JAKE TAPPER (HOST): Once again, journalists are in the unhappy predicament of trying to decide whether and how to cover false allegations raised by a candidate for the president of the United States. This time, in the midst of Donald Trump's attacks against the Clintons using various scandals and accusations from 1990s, Mr. Trump has repeated an outrageous and long-ago debunked falsehood about former Deputy White House Counsel Vince Foster a friend, of Bill and Hillary Clinton's until his tragic suicide. In July 1993, Foster, who suffered from depression, drove to Fort Marcy Park in Virginia, walked into the park with an old revolver, and shot himself in the mouth. The park service police concluded that year that Foster committed suicide. But that did not stop conspiracy theorists at time from concocting unfounded allegations.
Now that first investigation was followed by an investigation by CNN in 1994 concluding, Foster's death was due to suicide and that alternative scenarios had no credibility. Other investigations reached the same conclusion, one by independent counsel in Robert Fiske in 1994, two by Congressional reviews in 1994 and 1995, another by independent counsel Ken Starr in 1997.

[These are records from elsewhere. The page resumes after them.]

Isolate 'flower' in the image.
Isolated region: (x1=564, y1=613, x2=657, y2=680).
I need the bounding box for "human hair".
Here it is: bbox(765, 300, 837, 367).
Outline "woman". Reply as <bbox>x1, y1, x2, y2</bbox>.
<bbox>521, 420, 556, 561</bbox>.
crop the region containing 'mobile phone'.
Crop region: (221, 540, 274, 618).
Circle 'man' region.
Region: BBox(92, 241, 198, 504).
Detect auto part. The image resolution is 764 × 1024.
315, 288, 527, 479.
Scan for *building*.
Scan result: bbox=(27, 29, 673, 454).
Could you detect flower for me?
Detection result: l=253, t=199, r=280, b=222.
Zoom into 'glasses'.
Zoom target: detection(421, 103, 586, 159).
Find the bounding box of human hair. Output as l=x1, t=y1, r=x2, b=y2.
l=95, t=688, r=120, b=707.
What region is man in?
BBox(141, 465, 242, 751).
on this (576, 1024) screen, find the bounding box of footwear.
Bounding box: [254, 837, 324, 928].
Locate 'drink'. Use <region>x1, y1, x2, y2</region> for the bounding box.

So, one would think case closed, right? Wrong. Donald Trump, in an interview appearing in today's Washington Post called the circumstances surrounding Vince Foster's death “very fishy,” and said, “I don't bring foster's death up because I don't know enough to really discuss it. I will say there are people who continue to bring it up because they think it was absolutely a murder. I don't do that because I don't think it's fair.” Right, except, of course, you just did that, Mr. Trump. You lent credence to a bizarre and unfounded conspiracy theory. Though, you're right, it's not fair that you did that, certainly not to Mr. Foster's widow or their three children. To be clear, the notion that this was a murder is a fiction borne of delusion and untethered to reality and contradicted by evidence reviewed in at least six investigations, one of them by Ken Starr, hardly a Bill Clinton defender. To say otherwise is ridiculous and, frankly, shameful. Again, this is not a pro-Clinton position or an anti-Trump position. It is a pro-truth position.